Last Thursday I woke up reminiscing about what in retrospect surely seems like unalloyed happiness. It was as if I had been transported to a time in my life when my mother was still alive and I was not weighed down by all that burdens an adult – even one who lives in the one-thirds world; even one who is blessed with health and strength; even one who enjoys the love of a godly husband; What is it about my childhood that fostered a sense of being unfettered in spite of worries? I did worry even as a child. Images of my father being wheeled on a stretcher into the hospital are as vivid to me now as it was when I was four years old. I had allowed myself to imagine all the worst that could happen to me. Yet there was something back then that loosened my anxiety and despondency.
What is it about us adults that we so allow ourselves to be gripped by anxious rumination that it clouds our very vision causing a lack of ability to see past our worries? We are anxious about “what we will eat or drink; or about our body, what we will wear.” We worry about the future – what is to become of us when we are old and grey? We worry about paying bills; we worry about raising children in a dangerous world. There are times when we even peer outside our world and cannot help but be deeply concerned about all that is amiss in the world at large. We see people being torn apart by brutal violence. And we are consumed by fear and worry. We cannot be loosened from these cords that so bind us.
My father says that circumstances have remained the same. There have been “fighting and fears within and without”. And my cousin agrees that while “life as it happens out there, generally speaking, is pretty much the same since the beginning of time,” she also adds, “life as it happens to us is constantly changing.” It is as if we view life through different lenses. As children we were either free of care or we had the capacity to quickly move on to more encouraging and less fearful thoughts.
Even as a child, it was not something that had loosened my anxiety; it was Someone. This Someone is none other than the Lord, who was there when I was a child; is here even now and will be there till the very last breath escapes my lips. His mercy and compassion “will aye endure.” When faced with daunting fears we can only stretch out our hands and cling to the One who is compassionate and able to still our troubled minds with hopeful assurance. He who was there in our childhood is here present in our today and will be with us always. May we have the grace to trust Him more.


About this task: In the records, find each line where "Hungary" occurs, and copy it.
** Given records follows **
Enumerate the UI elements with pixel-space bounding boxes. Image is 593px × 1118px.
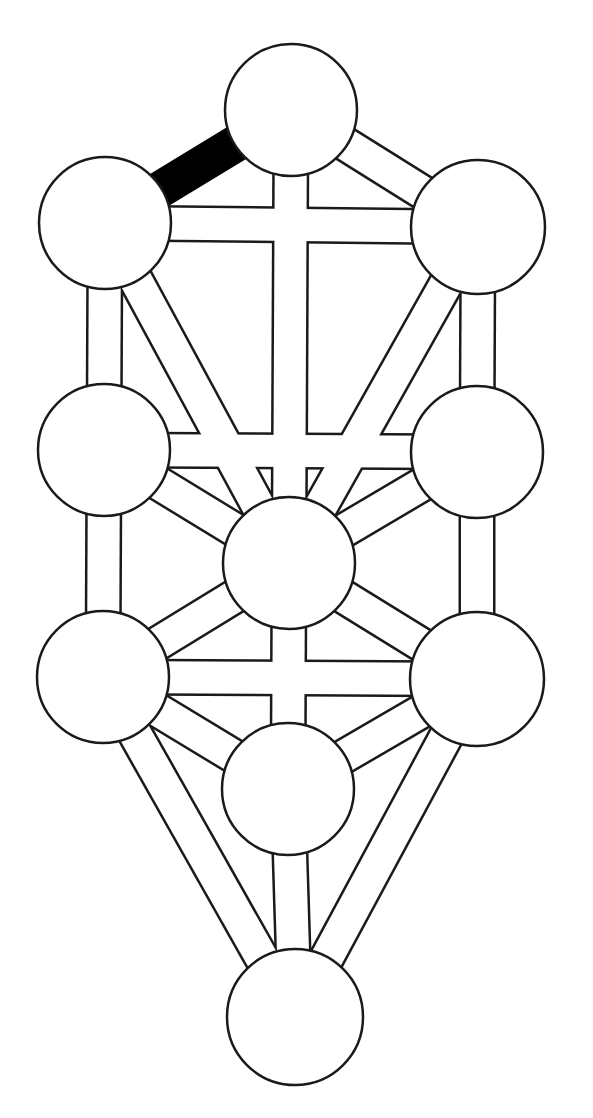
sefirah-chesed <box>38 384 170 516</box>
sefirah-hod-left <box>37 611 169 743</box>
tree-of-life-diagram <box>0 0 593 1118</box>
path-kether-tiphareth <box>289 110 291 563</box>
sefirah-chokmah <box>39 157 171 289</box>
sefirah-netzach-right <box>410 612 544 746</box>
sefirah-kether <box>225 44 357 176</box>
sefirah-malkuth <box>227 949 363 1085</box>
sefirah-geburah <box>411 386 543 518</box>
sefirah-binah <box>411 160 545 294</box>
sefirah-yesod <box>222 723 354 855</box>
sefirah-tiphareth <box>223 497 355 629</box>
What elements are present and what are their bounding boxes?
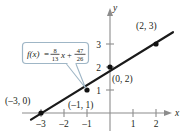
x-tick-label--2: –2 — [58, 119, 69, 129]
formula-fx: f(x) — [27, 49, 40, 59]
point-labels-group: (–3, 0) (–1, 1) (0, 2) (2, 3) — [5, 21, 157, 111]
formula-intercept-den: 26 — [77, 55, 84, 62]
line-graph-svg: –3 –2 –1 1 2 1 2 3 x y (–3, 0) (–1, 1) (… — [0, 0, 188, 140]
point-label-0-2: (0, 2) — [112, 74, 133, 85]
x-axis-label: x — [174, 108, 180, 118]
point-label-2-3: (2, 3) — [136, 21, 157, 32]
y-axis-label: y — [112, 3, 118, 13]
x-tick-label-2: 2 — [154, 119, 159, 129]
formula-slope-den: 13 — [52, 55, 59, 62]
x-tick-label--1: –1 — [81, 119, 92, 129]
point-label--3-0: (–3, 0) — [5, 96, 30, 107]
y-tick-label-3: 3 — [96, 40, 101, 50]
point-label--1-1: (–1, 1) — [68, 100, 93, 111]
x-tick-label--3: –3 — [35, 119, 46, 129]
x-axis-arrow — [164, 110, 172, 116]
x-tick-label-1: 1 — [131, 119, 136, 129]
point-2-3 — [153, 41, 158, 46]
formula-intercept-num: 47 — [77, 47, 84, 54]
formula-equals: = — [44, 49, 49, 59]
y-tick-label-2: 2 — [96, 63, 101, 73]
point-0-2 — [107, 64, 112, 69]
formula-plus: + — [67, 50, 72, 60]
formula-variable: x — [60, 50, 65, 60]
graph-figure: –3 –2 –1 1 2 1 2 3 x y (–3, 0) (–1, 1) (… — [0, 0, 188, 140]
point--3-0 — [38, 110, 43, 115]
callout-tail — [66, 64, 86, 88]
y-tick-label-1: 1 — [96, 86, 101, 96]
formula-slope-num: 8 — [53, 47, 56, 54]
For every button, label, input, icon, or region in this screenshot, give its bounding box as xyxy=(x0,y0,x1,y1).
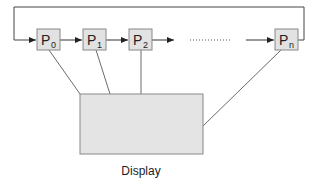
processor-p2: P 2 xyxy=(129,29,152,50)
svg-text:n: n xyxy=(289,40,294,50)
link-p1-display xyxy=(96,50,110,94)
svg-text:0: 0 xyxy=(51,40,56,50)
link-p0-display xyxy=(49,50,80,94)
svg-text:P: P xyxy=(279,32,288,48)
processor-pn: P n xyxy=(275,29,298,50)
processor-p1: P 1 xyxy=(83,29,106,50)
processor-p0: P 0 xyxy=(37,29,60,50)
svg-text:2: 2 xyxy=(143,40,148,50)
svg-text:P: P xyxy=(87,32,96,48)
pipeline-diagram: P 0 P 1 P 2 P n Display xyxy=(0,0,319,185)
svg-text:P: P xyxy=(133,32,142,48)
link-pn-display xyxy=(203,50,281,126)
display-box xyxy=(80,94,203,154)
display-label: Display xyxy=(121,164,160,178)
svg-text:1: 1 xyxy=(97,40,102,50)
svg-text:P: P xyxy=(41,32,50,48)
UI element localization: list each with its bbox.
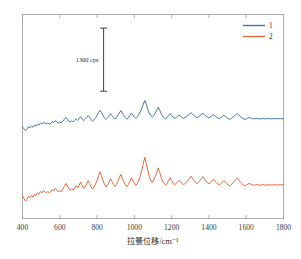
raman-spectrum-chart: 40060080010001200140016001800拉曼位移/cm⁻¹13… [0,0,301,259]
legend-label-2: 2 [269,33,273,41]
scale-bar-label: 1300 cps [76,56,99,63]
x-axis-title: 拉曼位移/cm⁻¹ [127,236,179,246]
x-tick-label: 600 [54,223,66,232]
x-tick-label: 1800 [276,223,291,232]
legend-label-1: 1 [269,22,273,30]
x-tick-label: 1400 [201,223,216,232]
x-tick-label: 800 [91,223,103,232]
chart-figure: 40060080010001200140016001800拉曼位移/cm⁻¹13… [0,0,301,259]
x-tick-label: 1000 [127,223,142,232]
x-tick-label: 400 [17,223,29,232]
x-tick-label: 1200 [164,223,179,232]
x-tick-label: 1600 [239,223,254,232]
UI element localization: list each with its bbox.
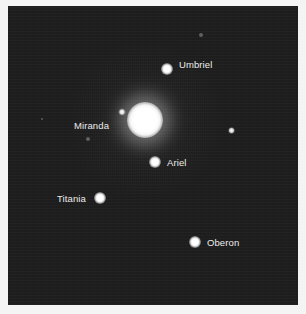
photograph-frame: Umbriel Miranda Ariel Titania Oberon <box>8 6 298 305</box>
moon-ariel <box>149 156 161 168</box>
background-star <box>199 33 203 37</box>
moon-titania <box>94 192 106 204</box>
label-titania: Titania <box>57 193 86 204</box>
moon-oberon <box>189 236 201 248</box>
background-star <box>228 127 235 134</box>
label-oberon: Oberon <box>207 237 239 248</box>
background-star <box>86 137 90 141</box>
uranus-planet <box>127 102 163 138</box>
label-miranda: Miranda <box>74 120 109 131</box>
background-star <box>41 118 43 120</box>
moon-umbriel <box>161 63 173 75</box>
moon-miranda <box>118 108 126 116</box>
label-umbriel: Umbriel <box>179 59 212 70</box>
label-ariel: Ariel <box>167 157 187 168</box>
** End of Given records **
** Given records follows **
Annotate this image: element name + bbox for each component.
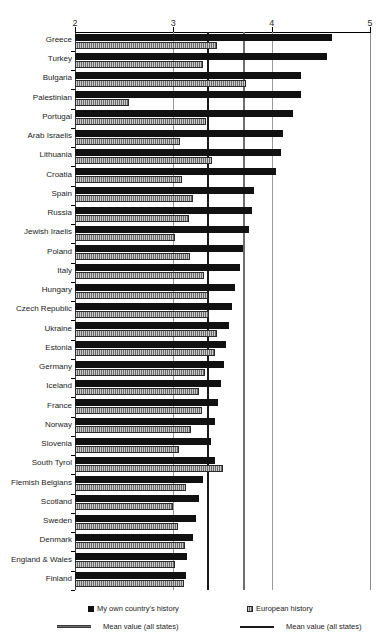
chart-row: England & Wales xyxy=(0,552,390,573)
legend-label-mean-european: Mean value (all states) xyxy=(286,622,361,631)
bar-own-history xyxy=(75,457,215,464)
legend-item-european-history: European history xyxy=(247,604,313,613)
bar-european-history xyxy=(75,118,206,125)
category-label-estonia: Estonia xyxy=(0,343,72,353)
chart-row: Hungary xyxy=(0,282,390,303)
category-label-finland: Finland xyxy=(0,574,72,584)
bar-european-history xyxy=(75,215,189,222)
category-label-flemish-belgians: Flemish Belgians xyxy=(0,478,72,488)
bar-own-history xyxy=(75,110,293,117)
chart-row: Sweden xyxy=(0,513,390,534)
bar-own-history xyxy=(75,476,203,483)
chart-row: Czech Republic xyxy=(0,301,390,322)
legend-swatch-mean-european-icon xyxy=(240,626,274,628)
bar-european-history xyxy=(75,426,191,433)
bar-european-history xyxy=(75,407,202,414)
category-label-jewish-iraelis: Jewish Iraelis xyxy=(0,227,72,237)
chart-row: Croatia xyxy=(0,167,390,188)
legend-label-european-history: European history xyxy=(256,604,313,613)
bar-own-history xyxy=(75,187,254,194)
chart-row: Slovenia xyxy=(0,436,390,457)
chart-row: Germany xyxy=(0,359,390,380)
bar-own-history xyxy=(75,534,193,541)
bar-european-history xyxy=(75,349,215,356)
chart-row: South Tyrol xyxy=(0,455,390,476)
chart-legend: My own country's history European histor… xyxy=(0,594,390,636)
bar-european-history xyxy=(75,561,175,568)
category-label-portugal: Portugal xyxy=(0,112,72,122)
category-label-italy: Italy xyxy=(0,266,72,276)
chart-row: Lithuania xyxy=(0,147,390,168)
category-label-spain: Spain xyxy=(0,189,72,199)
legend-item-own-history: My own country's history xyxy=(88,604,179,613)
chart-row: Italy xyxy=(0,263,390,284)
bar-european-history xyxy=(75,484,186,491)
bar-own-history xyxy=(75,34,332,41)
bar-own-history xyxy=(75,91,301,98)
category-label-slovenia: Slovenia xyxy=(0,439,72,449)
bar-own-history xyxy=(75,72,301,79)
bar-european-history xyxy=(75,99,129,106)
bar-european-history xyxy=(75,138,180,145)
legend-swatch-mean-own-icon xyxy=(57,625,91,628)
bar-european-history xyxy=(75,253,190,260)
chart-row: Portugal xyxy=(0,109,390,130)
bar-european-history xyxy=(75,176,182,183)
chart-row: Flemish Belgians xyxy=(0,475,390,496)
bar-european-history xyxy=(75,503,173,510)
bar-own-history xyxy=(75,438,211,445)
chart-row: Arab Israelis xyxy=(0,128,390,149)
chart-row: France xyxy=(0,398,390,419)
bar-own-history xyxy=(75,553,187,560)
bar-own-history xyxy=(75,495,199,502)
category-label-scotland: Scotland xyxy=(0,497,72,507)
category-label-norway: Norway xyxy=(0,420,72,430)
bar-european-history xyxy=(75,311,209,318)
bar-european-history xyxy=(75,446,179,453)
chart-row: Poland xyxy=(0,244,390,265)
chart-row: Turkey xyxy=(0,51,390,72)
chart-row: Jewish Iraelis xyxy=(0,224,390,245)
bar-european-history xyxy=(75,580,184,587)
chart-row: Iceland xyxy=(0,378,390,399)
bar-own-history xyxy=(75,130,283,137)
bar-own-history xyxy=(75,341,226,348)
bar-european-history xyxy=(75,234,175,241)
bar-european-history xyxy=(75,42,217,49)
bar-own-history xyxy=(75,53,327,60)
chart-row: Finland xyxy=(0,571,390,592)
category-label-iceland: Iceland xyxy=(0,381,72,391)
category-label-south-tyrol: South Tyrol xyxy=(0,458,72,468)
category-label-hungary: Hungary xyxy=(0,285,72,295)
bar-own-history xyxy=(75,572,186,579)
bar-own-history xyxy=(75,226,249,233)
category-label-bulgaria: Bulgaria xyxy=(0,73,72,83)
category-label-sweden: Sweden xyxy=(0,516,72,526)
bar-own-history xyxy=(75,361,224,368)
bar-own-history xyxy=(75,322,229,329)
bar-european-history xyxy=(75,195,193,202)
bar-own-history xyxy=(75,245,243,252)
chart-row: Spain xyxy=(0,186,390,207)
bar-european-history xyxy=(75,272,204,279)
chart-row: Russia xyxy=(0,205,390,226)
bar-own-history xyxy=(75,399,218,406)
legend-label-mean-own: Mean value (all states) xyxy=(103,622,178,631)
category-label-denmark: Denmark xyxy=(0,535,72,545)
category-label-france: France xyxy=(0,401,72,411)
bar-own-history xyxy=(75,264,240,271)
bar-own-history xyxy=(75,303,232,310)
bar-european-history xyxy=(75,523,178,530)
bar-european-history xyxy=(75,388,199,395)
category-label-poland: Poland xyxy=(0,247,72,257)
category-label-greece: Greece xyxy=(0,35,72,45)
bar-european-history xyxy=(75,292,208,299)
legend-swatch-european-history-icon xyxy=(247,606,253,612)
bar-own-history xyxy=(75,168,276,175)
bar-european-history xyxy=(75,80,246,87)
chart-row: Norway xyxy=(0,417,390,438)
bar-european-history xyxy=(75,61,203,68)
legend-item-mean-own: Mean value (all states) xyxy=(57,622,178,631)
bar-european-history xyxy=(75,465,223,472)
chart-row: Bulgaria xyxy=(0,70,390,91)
** End of Given records **
** Given records follows **
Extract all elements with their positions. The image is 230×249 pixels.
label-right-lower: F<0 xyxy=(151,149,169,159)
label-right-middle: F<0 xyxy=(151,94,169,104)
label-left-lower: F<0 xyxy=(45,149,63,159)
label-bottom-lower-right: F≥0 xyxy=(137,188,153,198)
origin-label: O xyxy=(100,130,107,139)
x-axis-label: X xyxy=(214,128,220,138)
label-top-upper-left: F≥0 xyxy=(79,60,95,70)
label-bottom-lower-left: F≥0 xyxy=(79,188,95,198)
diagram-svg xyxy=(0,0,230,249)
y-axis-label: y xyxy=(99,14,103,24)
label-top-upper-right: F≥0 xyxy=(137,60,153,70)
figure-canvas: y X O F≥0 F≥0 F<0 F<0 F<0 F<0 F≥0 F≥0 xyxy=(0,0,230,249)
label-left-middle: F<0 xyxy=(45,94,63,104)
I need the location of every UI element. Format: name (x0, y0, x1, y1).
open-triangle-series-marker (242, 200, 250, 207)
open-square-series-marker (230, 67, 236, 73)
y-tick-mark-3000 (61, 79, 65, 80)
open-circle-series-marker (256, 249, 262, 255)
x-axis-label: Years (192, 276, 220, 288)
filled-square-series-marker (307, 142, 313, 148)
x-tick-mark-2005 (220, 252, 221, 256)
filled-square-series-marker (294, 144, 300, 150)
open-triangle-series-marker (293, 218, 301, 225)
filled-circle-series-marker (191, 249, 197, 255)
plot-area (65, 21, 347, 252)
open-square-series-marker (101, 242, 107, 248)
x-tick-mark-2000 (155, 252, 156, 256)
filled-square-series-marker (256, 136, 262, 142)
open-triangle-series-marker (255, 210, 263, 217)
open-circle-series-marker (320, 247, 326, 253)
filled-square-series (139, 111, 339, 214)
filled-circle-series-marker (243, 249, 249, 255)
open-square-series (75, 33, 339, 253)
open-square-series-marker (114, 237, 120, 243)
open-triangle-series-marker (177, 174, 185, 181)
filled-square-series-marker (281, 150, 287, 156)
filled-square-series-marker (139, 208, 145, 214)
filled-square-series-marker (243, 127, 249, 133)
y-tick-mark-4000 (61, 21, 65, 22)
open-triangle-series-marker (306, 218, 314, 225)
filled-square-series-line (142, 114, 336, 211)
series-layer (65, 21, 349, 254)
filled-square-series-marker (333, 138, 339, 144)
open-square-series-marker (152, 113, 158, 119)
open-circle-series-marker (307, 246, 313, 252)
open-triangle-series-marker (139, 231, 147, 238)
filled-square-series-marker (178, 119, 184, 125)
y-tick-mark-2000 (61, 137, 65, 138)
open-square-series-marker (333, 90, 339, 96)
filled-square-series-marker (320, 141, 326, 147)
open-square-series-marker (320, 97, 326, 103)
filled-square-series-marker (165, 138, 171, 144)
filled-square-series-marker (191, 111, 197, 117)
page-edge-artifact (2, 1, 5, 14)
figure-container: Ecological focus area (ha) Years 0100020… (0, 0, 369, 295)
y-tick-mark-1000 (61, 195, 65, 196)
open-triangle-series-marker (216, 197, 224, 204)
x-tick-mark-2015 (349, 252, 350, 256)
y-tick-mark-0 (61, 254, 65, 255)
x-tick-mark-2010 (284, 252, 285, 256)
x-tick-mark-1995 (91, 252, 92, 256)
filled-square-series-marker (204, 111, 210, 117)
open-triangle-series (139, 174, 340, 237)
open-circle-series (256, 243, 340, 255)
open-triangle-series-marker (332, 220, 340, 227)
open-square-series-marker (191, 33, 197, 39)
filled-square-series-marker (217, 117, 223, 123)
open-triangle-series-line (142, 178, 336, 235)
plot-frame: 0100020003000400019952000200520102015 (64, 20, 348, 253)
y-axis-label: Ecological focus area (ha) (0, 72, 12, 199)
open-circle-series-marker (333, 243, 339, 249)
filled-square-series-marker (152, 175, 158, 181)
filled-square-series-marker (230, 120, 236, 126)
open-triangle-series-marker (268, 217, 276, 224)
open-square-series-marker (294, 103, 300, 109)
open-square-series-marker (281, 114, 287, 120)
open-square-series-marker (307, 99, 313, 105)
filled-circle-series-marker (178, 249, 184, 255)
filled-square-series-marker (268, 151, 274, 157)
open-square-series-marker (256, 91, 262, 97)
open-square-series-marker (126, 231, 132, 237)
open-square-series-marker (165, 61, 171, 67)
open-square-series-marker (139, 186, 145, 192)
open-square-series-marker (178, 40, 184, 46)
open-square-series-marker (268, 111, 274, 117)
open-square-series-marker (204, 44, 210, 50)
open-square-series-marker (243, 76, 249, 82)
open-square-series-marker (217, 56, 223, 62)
** End of Given records **
Completed exercise:
chart-row: Hungary xyxy=(0,282,390,303)
category-label-hungary: Hungary xyxy=(0,285,72,295)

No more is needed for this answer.